The Associated Press rounds up false claims each week, and provides the facts. This week, a false tweet involving Maryland congressman Jamie Raskin was shared widely on social media, so the AP checked it out. 

CLAIM 

House Republicans are requiring Rep. Jamie Raskin, a Democrat from Maryland, to remove the headwear he's donned on the House floor while undergoing chemotherapy.

THE FACTS

Republicans have made no such request and have in fact been nothing but supportive, a spokesperson for Raskin told the AP. Raskin, who announced he'd been diagnosed with lymphoma last year, attended the year's first House Oversight Committee hearing on Tuesday wearing a bandana. 

But as the new Republican House majority takes control, confusion over a joke Raskin made about House rules governing headgear fueled a false rumor on social media. 

"Kevin McCarthy has insisted Jamie Raskin remove the headscarf he is wearing because chemotherapy has caused his hair to fall out," wrote one Twitter user in a tweet with 34,000 likes, referring to the Republican House speaker. "You would think they would have compassion for a colleague with cancer but they are monsters." 

But Republicans have not imposed such a rule, and the false claim grew from a misunderstanding. In a Tuesday tweet, Punchbowl News reporter Heather Caygle wrote that Raskin had received a standing ovation in a House Democratic Caucus meeting after saying he'd push back on Republican efforts to make him remove his headwear. "And I will make them take off their toupees," Caygle quoted Raskin as saying. 

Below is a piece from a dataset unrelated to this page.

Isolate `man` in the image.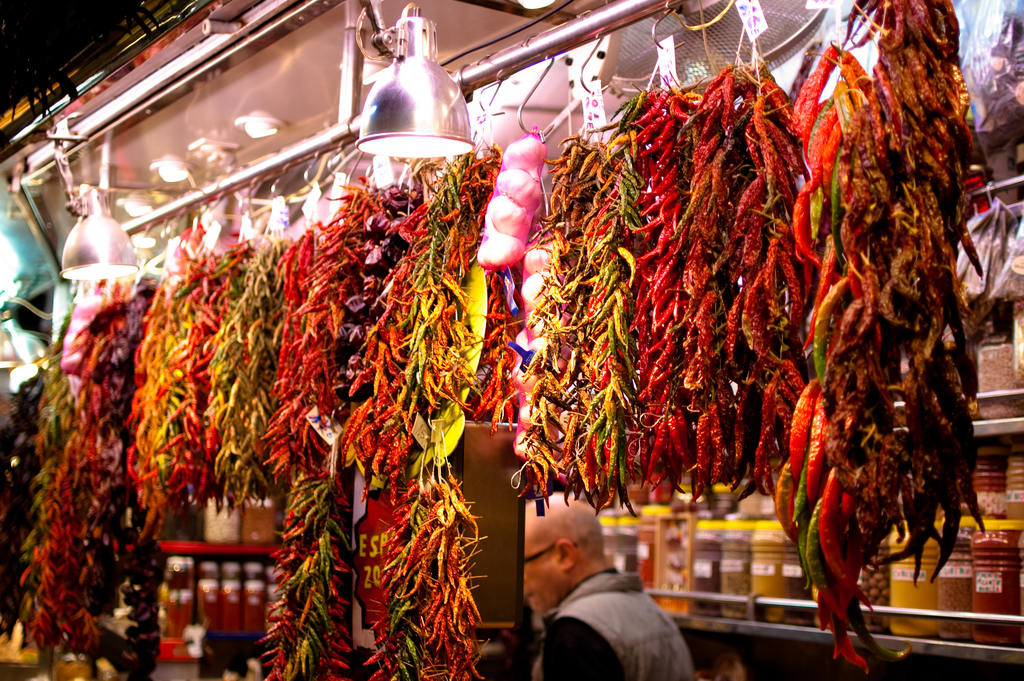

Jacob Wilson, a spokesperson for Raskin, told the AP in an email that Raskin "was responding lightheartedly to a hypothetical question from a colleague" at the caucus meeting.

 According to Caygle's tweet, he was asked "what he would do if Republicans made him take off his headwear on the House floor." Caygle clarified in a follow-up tweet that Raskin said no House Republicans have spoken to him about hat rules. Caygle declined further comment when reached by email. 

Wilson said the Democrat "has received nothing but support and encouragement from all of his colleagues and leaders on both sides of the aisle."

Mark Bednar, a spokesperson for McCarthy, said the House speaker had not told Raskin to remove his head covering. Hats were banned in the lower chamber in 1837.

— Associated Press writer Graph Massara in San Francisco contributed this report with additional reporting from Sophia Tulp in New York.